The new member, Paul, joined her by the coffee urn. He smiled at her and she said, “I’m so sorry for your loss.”
“Thank you, but I’m coming to terms with it. It’s been five months, but I feel as if Beth’s still with me. I mean, I know she’ll always be with me in spirit, but sometimes I feel as if she’s really with me.”
“How are you managing with your son?”
“Beth’s sister watches him while I’m at work and then we have our evenings and weekends together. He’s too young to remember Beth, of course, but I keep showing him her picture.”
“You are so brave.” Audrey joined them at the coffee urn, gripping Paul’s forearm and giving it a little shake for emphasis. “I don’t know many men who could manage as well as you are.”
“I’m sure everyone has different methods of coping,” he said, gently detaching her.
“That’s a polite way to put it,” she said with a bitter laugh. “When my first husband’s mother died, he coped by blowing his inheritance on coke.”
“You’ve been married more than once?” Paul said and Amy knew he was wondering why she was in a single-parent group. Having heard it all before, she hid a smile.
“I’ve been married three times and they were all big, big disappointments,” Audrey said. “But I’m very positive and I just know that my perfect man is out there, ready to be a family with me and my little girl. I just have to trust that he’ll find me.” She beamed at Paul and he smiled faintly, fiddling with his glasses.

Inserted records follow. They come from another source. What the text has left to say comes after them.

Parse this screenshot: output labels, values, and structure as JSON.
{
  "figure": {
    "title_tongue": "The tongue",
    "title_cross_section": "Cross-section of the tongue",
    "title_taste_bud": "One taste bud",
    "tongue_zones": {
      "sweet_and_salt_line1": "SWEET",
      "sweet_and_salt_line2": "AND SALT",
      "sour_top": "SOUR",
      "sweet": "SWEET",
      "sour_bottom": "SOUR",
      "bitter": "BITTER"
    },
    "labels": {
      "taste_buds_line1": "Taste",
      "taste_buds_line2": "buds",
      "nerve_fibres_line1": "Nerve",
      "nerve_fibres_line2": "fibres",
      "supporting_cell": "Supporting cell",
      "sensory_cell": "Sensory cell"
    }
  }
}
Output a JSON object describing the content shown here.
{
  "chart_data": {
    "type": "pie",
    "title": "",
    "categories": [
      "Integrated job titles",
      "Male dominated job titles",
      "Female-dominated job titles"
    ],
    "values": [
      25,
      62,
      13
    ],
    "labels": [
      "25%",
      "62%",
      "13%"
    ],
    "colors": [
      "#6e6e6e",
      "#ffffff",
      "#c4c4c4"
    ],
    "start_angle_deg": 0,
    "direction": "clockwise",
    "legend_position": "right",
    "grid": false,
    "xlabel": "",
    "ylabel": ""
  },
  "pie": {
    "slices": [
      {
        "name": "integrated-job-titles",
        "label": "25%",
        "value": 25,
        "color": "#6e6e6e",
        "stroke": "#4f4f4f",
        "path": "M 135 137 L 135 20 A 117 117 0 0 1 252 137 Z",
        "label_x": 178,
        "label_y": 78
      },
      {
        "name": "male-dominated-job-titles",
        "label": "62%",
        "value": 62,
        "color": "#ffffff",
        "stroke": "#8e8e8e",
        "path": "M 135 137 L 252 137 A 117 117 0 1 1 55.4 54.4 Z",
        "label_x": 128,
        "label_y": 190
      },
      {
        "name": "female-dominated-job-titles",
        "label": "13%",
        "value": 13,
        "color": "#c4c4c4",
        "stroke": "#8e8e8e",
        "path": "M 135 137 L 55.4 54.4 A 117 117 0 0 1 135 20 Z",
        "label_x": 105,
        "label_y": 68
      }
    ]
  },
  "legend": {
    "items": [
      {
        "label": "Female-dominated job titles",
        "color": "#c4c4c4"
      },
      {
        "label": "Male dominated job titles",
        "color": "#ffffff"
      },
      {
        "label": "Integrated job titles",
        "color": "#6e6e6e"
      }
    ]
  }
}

Amy excused herself and walked over to Father Michael, who was making his goodbyes. “Thank you for the nice things you said about Sheila at her funeral,” she said. “I really appreciated it and I know her family did, too.”
“Very kind of you to say, my dear,” the elfin priest said, patting her hand. “Though you know as well as I do that Sheila would have hated it.”
Amy laughed, the first genuine laugh she’d given in days. At the same time, tears sprang to her eyes. “At least you didn’t call her the finest person who ever walked the earth.”
Father Michael smiled. “I know she’d be haunting me if I did that.” He looked distracted. “I just hope her death doesn’t hurt other people.”
“How do you mean?”
“The police are asking around, trying to find her killer. Innocent people could get caught under their prying eyes.”
What did he mean by that? Before she could ask, Bridget pulled him away, urging him to take some cookies home. Were other members complaining about the fact that their names had been given to the police? Father Michael had seemed to support her in that earlier, but something, or somebody, had changed his mind. But what had her option been? Refuse to tell the police? Play dumb?
All at once Amy felt like she needed a break. She didn’t want to hear any more sad stories or talk about what it had been like finding Sheila’s body. It suddenly seemed as if the whole group existed only as a meeting place for complaints and tales of woe and she didn’t want to be part of that.
Making an excuse about needing to get home to Emma, she said goodbye to their unofficial leader, Penelope, and waved to the other members of the group before escaping up the steps, through the basement doors and out into the crisp night air.
She stopped short when she saw that Richard was standing just outside the doors. His back was to her as he spoke quietly but rapidly into a cell phone.
“No fucking way. I’m not taking the fall on this. That is not the way it’s going down.”
She stood still, but he whirled around obviously having heard her.
“I’ve got to go,” he said into the phone while scowling at Amy. He snapped it closed. “Why are you eavesdropping?”
“I wasn’t,” Amy said, scowling right back. “You’re blocking the exit.” She stepped around him and hurried toward her car, trying to listen without looking back to see if he was following her.
Only once she was past did the implications of what he’d said on the phone fully hit her. She turned around, sure she could hear his footsteps racing after her, but he was gone and there were only a few leaves scuttling along the empty sidewalk.